### [INFORMATION]
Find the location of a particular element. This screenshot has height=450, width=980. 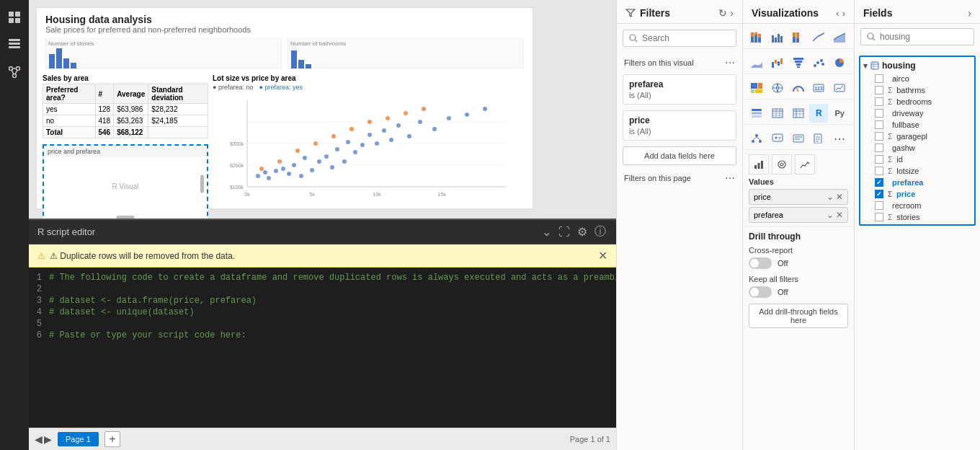

viz-expand-left-icon: ‹ is located at coordinates (837, 13).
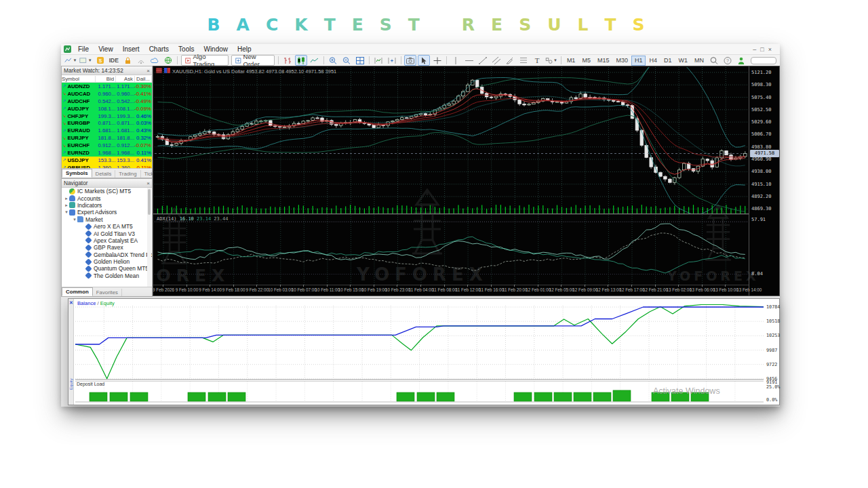 The width and height of the screenshot is (868, 488). I want to click on market-watch-row: ↗EURNZD1.968...1.968...0.11%, so click(107, 153).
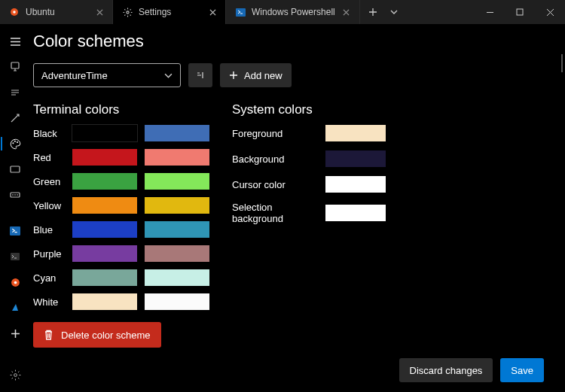 The image size is (565, 392). What do you see at coordinates (520, 12) in the screenshot?
I see `maximize-button` at bounding box center [520, 12].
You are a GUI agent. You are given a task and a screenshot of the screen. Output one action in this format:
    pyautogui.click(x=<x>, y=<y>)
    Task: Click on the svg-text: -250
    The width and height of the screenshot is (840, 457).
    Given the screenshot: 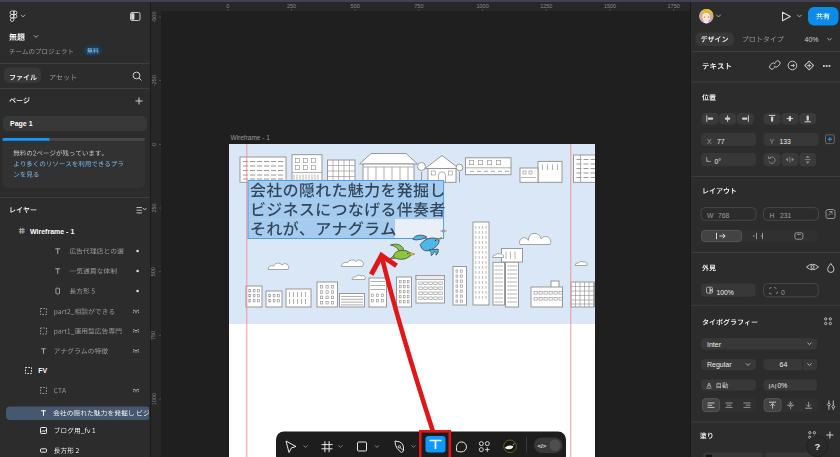 What is the action you would take?
    pyautogui.click(x=154, y=80)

### [WHAT THIS TASK INVOLVES]
Print exactly the lines from the first line of the records above through the line containing "Task: Click on the svg-text: -250", both included, and leave the pictures out.

### [EXERCISE SOLUTION]
Find the location of a particular element. This screenshot has height=450, width=980. 

viz-expand-left-icon: ‹ is located at coordinates (837, 13).
 The width and height of the screenshot is (868, 488). I want to click on market-watch-row: ↗EURNZD1.968...1.968...0.11%, so click(107, 153).
 The image size is (565, 392). What do you see at coordinates (520, 12) in the screenshot?
I see `maximize-button` at bounding box center [520, 12].
You are a GUI agent. You are given a task and a screenshot of the screen. Output one action in this format:
    pyautogui.click(x=<x>, y=<y>)
    Task: Click on the svg-text: -250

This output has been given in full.